One win from five. Four consecutive defeats after an opening-round demolition of Wales. A fifth-place finish, the worst in the Six Nations era, saved from the Wooden Spoon only because Wales were even more abject. England’s 2026 Six Nations campaign was not a disappointing tournament. It was a disaster.
The numbers do not lie. Scotland 31-20 England at Murrayfield. Ireland 42-21 at Twickenham. Italy 23-18 in Rome. France 48-46 in Paris. Only the 48-7 thrashing of Wales in the opening round papered over the cracks, and even that result looks different in hindsight. Wales were dreadful, down to 13 men for large stretches of the first half, and England’s performance that day turns out to have been the ceiling, not the floor.
Experts at Gambling.com, a platform whose sports betting commentary reaches far beyond its well-known guides to casino bonus and welcome offers available in the UK market, were unsurprised by England’s unravelling. “The betting markets had England drifting after the Italy defeat, and the odds never really recovered,” a spokesperson said. “When you concede 144 points across a tournament, the underlying data tells you something structural has broken down, and that is very difficult to mask.”
With the Rugby World Cup in Australia now barely 18 months away, the hard questions can no longer be deferred.
The defence that disappeared
England conceded 144 points across five matches. That is an average of nearly 29 per game. Against Ireland, the defensive line was pulled apart with disturbing ease. Against France, England scored 46 points and still lost. When a team puts 46 on the board in Paris and comes away with nothing, the problem is not effort. It is structure.
The Italian defeat was arguably the most alarming of the four losses. As this publication’s post-Italy analysis explored, Rome has historically been a fixture England could rely on for momentum, even in difficult campaigns. Losing 23-18 to an Italian side that finished fourth suggests the gap between England and the rest of the Six Nations is no longer confined to the top two. Scotland beat them comfortably. Italy beat them. The hierarchy has shifted, and England have not adapted.
Steve Borthwick’s record under the microscope
Borthwick took charge with a long-term vision centred on World Cup 2027. The argument has always been that short-term results should be judged in the context of building a squad capable of competing in Australia. But there is a difference between accepting growing pains and accepting a campaign where the team regresses.
England’s 2025 Six Nations was not spectacular, but there were signs of progress. A competitive tournament that ended with respectable results against France and Ireland suggested the direction was right. What happened this year undid that narrative entirely.
Four consecutive defeats is not a blip. It is a pattern. According to BBC Sport’s Six Nations coverage, it is the first time England have lost four matches in a single Five or Six Nations Championship. That kind of record does not sit alongside a coaching philosophy that claims to be moving forward.
The RFU will need to decide whether Borthwick is the man to lead England into a World Cup on the back of a Six Nations that produced one win and four defeats. That decision will define the next 18 months of English rugby.
The talent is there. The system is not.
What makes England’s collapse so frustrating is the quality available. Henry Arundell’s hat-trick against Wales showed what he can do when given space. Marcus Smith continues to look like a world-class fly-half in Premiership rugby but has not been able to translate that form consistently at Test level. Ben Earl remains one of the best back-rowers in European rugby. The raw materials are not the issue.
The issue is cohesion. England looked like a collection of talented individuals this Six Nations, not a team. The set-piece was inconsistent. The attacking patterns were predictable. The kicking game lacked variety. Against France, the sheer volume of points scored showed that England can create, but the inability to close out a match at 46-40 up revealed a team that does not know how to win under pressure.
That is a coaching problem, not a talent problem.
What needs to change before Australia
The summer tour will be revealing. Borthwick will need to show that the Six Nations was an anomaly, not a trajectory. The squad depth needs testing, the defensive structure needs a complete overhaul, and the leadership group needs to take ownership of what went wrong.
There is time. Eighteen months is enough to fix problems if the diagnosis is honest. But if the review is superficial, if the same patterns repeat on the summer tour, then the conversation will shift from “what went wrong” to “who should replace Borthwick.”
England have not won a World Cup since 2003. They have not reached a final since 2019. The expectation among supporters is not perfection. It is competence. And a fifth-place finish in the Six Nations, avoiding the Wooden Spoon only by the grace of a woeful Welsh side, does not meet that bar.
The clock is ticking. Australia is waiting. England need to decide what kind of team they want to be, because the 2026 Six Nations answered that question in the worst possible way.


◆ What you have to do: Exclude the pictures, then copy all remaining records exactly.
↓↓↓
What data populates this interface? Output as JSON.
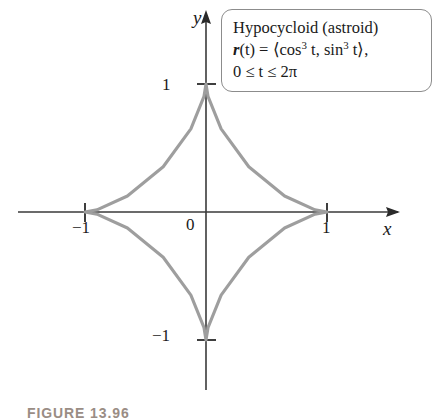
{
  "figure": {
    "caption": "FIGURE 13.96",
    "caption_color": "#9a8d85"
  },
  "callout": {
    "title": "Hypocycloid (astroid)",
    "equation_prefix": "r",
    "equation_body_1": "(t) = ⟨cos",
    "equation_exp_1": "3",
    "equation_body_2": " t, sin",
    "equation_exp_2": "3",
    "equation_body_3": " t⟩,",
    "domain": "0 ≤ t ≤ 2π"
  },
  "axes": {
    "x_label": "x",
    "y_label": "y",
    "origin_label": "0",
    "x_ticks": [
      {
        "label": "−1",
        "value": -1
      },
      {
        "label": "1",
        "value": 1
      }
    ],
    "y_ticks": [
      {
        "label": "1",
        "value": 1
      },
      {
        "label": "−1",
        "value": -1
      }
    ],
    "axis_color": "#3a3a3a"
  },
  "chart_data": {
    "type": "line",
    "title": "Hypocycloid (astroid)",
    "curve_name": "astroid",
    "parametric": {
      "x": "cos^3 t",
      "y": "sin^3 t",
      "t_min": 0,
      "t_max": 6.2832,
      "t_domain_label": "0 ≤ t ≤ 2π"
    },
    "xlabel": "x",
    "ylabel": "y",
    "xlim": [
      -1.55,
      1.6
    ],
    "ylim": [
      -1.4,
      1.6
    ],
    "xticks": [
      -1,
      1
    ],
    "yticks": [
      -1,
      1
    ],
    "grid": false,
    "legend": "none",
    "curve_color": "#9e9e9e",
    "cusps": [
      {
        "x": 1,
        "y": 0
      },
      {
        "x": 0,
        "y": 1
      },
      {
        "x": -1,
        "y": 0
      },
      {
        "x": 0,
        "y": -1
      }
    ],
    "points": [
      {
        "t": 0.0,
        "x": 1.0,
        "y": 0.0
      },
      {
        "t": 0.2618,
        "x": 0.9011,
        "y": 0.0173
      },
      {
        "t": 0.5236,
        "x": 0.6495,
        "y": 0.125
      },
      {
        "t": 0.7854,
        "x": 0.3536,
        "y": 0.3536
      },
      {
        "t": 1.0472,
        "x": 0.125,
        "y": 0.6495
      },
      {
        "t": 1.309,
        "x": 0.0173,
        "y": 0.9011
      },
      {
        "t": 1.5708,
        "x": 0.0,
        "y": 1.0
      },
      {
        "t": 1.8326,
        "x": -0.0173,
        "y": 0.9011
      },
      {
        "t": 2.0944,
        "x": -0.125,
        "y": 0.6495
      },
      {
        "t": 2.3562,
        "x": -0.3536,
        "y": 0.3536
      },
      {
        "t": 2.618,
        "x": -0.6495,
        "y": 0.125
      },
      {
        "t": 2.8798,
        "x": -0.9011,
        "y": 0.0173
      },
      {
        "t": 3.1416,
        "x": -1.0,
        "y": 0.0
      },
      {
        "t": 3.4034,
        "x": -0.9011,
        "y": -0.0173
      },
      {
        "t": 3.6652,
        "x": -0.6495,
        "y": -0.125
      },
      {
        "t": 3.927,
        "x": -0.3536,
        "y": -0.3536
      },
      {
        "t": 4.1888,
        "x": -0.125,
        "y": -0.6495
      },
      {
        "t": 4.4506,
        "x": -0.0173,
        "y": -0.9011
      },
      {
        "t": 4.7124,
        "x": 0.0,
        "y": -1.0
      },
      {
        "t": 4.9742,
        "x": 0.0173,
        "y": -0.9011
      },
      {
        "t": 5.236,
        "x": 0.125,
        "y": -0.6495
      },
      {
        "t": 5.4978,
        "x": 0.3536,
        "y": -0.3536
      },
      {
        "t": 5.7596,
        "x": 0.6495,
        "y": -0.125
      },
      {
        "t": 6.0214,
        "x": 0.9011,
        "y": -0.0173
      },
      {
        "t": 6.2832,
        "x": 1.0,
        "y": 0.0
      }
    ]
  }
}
↑↑↑
◆ Problem solution:
What data populates this interface? Output as JSON.
{
  "figure": {
    "caption": "FIGURE 13.96",
    "caption_color": "#9a8d85"
  },
  "callout": {
    "title": "Hypocycloid (astroid)",
    "equation_prefix": "r",
    "equation_body_1": "(t) = ⟨cos",
    "equation_exp_1": "3",
    "equation_body_2": " t, sin",
    "equation_exp_2": "3",
    "equation_body_3": " t⟩,",
    "domain": "0 ≤ t ≤ 2π"
  },
  "axes": {
    "x_label": "x",
    "y_label": "y",
    "origin_label": "0",
    "x_ticks": [
      {
        "label": "−1",
        "value": -1
      },
      {
        "label": "1",
        "value": 1
      }
    ],
    "y_ticks": [
      {
        "label": "1",
        "value": 1
      },
      {
        "label": "−1",
        "value": -1
      }
    ],
    "axis_color": "#3a3a3a"
  },
  "chart_data": {
    "type": "line",
    "title": "Hypocycloid (astroid)",
    "curve_name": "astroid",
    "parametric": {
      "x": "cos^3 t",
      "y": "sin^3 t",
      "t_min": 0,
      "t_max": 6.2832,
      "t_domain_label": "0 ≤ t ≤ 2π"
    },
    "xlabel": "x",
    "ylabel": "y",
    "xlim": [
      -1.55,
      1.6
    ],
    "ylim": [
      -1.4,
      1.6
    ],
    "xticks": [
      -1,
      1
    ],
    "yticks": [
      -1,
      1
    ],
    "grid": false,
    "legend": "none",
    "curve_color": "#9e9e9e",
    "cusps": [
      {
        "x": 1,
        "y": 0
      },
      {
        "x": 0,
        "y": 1
      },
      {
        "x": -1,
        "y": 0
      },
      {
        "x": 0,
        "y": -1
      }
    ],
    "points": [
      {
        "t": 0.0,
        "x": 1.0,
        "y": 0.0
      },
      {
        "t": 0.2618,
        "x": 0.9011,
        "y": 0.0173
      },
      {
        "t": 0.5236,
        "x": 0.6495,
        "y": 0.125
      },
      {
        "t": 0.7854,
        "x": 0.3536,
        "y": 0.3536
      },
      {
        "t": 1.0472,
        "x": 0.125,
        "y": 0.6495
      },
      {
        "t": 1.309,
        "x": 0.0173,
        "y": 0.9011
      },
      {
        "t": 1.5708,
        "x": 0.0,
        "y": 1.0
      },
      {
        "t": 1.8326,
        "x": -0.0173,
        "y": 0.9011
      },
      {
        "t": 2.0944,
        "x": -0.125,
        "y": 0.6495
      },
      {
        "t": 2.3562,
        "x": -0.3536,
        "y": 0.3536
      },
      {
        "t": 2.618,
        "x": -0.6495,
        "y": 0.125
      },
      {
        "t": 2.8798,
        "x": -0.9011,
        "y": 0.0173
      },
      {
        "t": 3.1416,
        "x": -1.0,
        "y": 0.0
      },
      {
        "t": 3.4034,
        "x": -0.9011,
        "y": -0.0173
      },
      {
        "t": 3.6652,
        "x": -0.6495,
        "y": -0.125
      },
      {
        "t": 3.927,
        "x": -0.3536,
        "y": -0.3536
      },
      {
        "t": 4.1888,
        "x": -0.125,
        "y": -0.6495
      },
      {
        "t": 4.4506,
        "x": -0.0173,
        "y": -0.9011
      },
      {
        "t": 4.7124,
        "x": 0.0,
        "y": -1.0
      },
      {
        "t": 4.9742,
        "x": 0.0173,
        "y": -0.9011
      },
      {
        "t": 5.236,
        "x": 0.125,
        "y": -0.6495
      },
      {
        "t": 5.4978,
        "x": 0.3536,
        "y": -0.3536
      },
      {
        "t": 5.7596,
        "x": 0.6495,
        "y": -0.125
      },
      {
        "t": 6.0214,
        "x": 0.9011,
        "y": -0.0173
      },
      {
        "t": 6.2832,
        "x": 1.0,
        "y": 0.0
      }
    ]
  }
}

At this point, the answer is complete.